Antioch has been a rich environment that has helped Villalobos flourish. Studying here has taught her how to put her skills into use and be of service. She says, “I am realizing which weapons in my sacred arsenal are strongest—nonviolent communication, writing, storytelling, public speaking, coaching, strategizing, creativity, resilience, vision, vulnerability, truth-telling—as well as discerning which business, team leadership, and personal development skills I bring to the table.”

She has found her voice and has spoken through both her artistry and in her role championing social justice. In May 2019, Villalobos spoke and participated on behalf of ThePeople.Org,  an organization that works to address issues and find commonalities in what affects everyday Americans.

Across the border in Canada, she has relished her renewed connection with her indigenousness and her people, speaking out against the Site C Dam project which is being built along the Peace River in British Columbia. She is particularly concerned about how the completion of this project would lead to harm to area ecology, ruining farmland, violating held treaties, and imperiling the safety and sustainability of Indigenous bands, and preventing the restoration of the Yellowstone to Yukon migration and wildlife corridor. (Read a recent environmental report on this project here.) This year, Villalobos also became an Elder in her Indigenous community, and she is planning to begin an intensive Stl’atl’imx language BA study program towards language fluency this coming fall.

A woman wearing glasses speaks into a large microphone, evidently reading from an ipad she holds in her hand.
Cara Mia speaking at a Site C rally (Photo credit: Cara Mia Villalobos)

With newfound confidence, she has recaptured her inner power and is, once again, filled with purpose. She stands in her truth now, because it’s hers to speak and because it is required for service to the greatest good. Speaking the truth and championing for others is her joy and passion. Each time she speaks, a layer of shame unfurls itself, from her, her ancestors, and by law of interconnection, from us all, revealing a powerful woman who has devoted her life to creating love and being of service.

“Wherever we are—our homes, at work, simply walking amongst one another—we belong to one another,” she says. “We’re interconnected. That is not an opinion, it is a fact which predates any of us.”

She is committed to doing the work that helps people, organizations, and institutions to recognize and honor that interconnection. As she sees it, only by doing this can we harness our interconnectedness for the “mutual evolution” to transform ourselves, our communities, our environmental practices, and our human-made-and-run institutions. As she explains it, “My path somehow revolves around changing the hearts and minds of people, tapping into ancient wisdom to help heal societal wounds and division, and helping to restitch the tattered remains of the natural world before it is too late.”
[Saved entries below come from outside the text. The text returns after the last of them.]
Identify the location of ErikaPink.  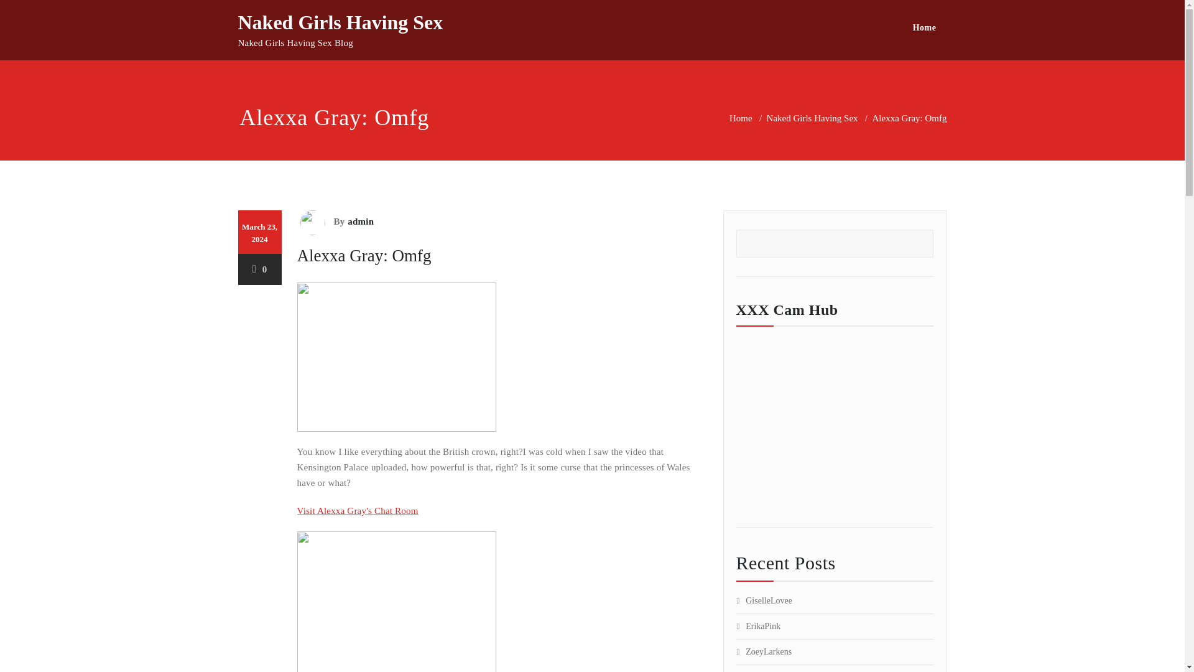
(759, 626).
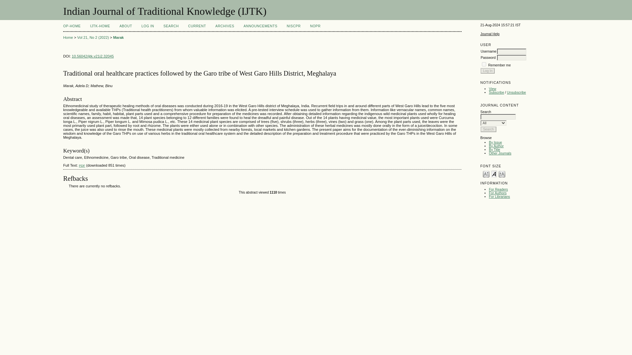 This screenshot has height=355, width=632. I want to click on Log In, so click(487, 71).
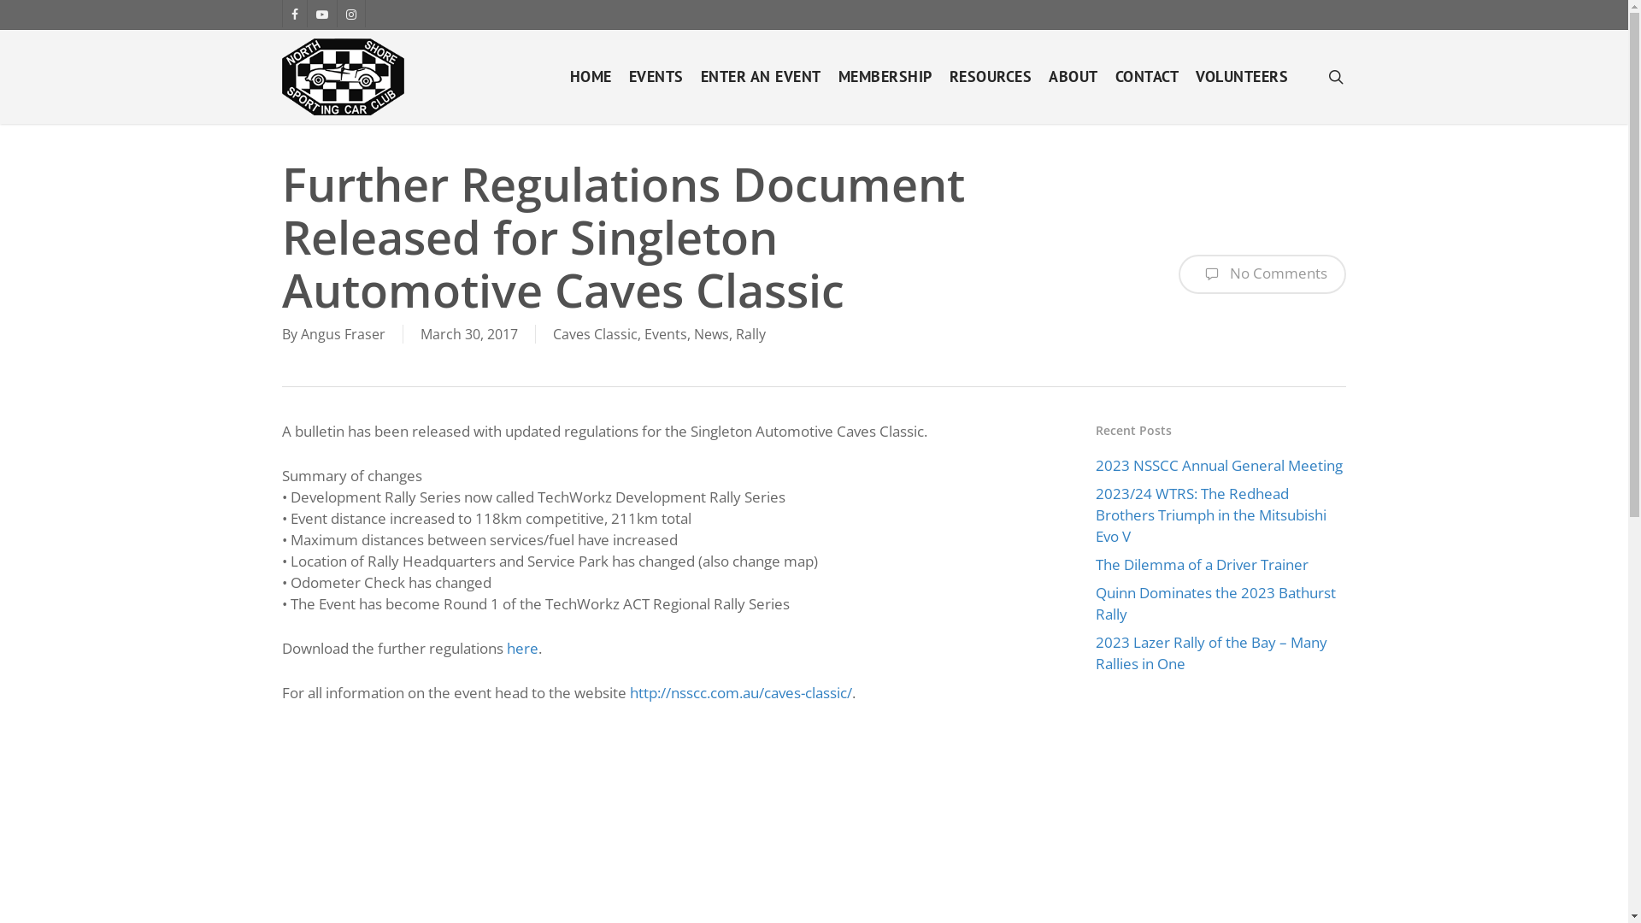 The height and width of the screenshot is (923, 1641). What do you see at coordinates (595, 334) in the screenshot?
I see `Caves Classic` at bounding box center [595, 334].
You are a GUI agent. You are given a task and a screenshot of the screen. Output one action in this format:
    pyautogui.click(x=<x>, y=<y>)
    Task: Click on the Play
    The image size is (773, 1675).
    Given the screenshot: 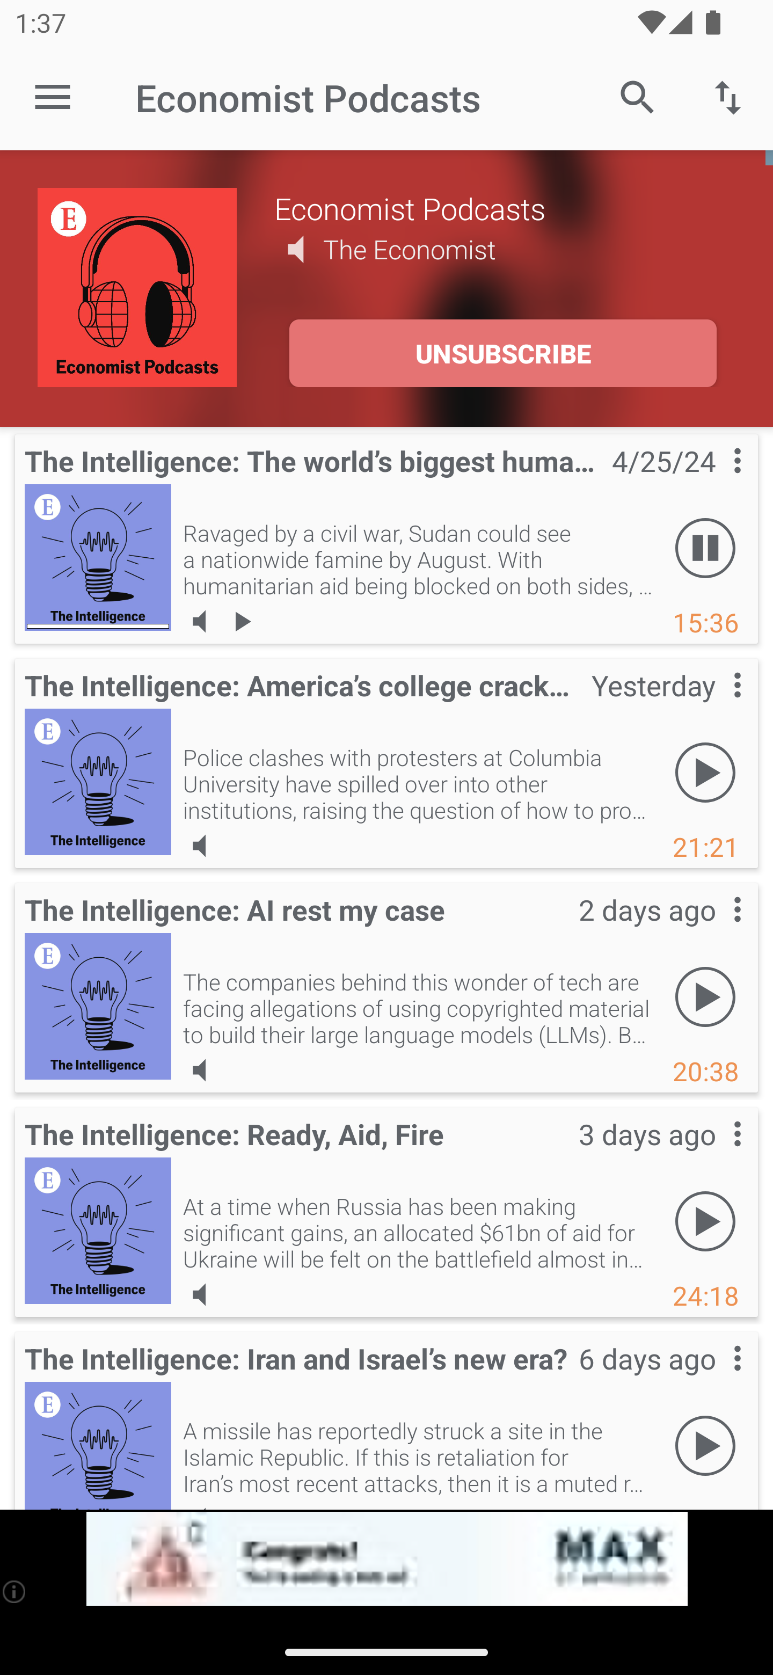 What is the action you would take?
    pyautogui.click(x=706, y=1446)
    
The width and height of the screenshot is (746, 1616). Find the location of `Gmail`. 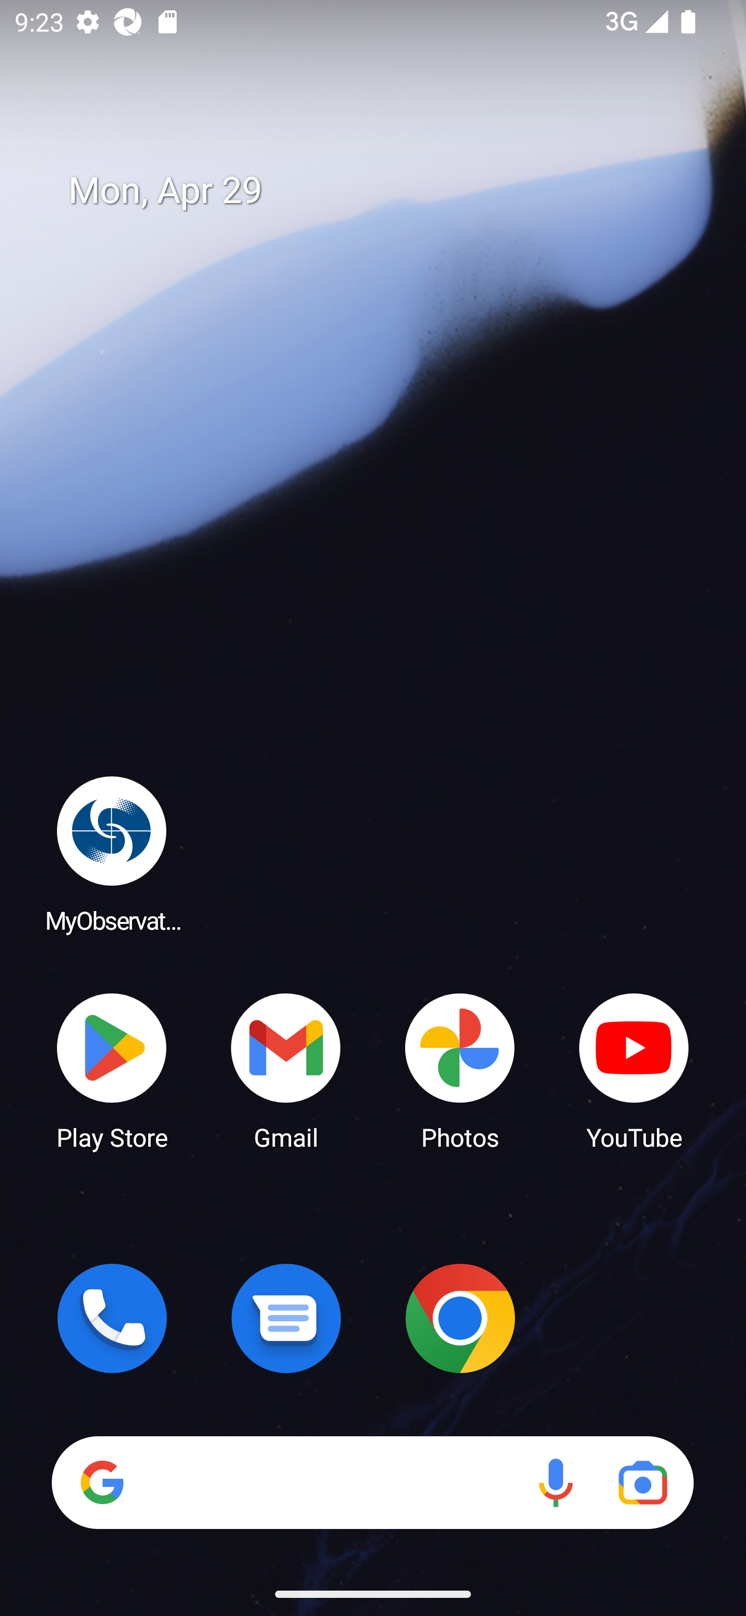

Gmail is located at coordinates (286, 1070).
Now that the shame is gone, Villalobos has accepted her role as a conduit where truth and knowledge can flow and help us all to decolonize. By choosing to speak, her voice empowers others, thundering back to her ancestors. Her voice is healing their shame. Her truth is healing their shame. And it’s pointing the way to a better world for everyone.

“It’s time for an Age of Humanity,” she says. “Going into this era I want every one of us—the willing and resistant—to recognize the light and power that exists within us all, singularly, which becomes amplified by our connectivity, and which just waits for us to tap into it for our collective good, planetary survival, and our evolution.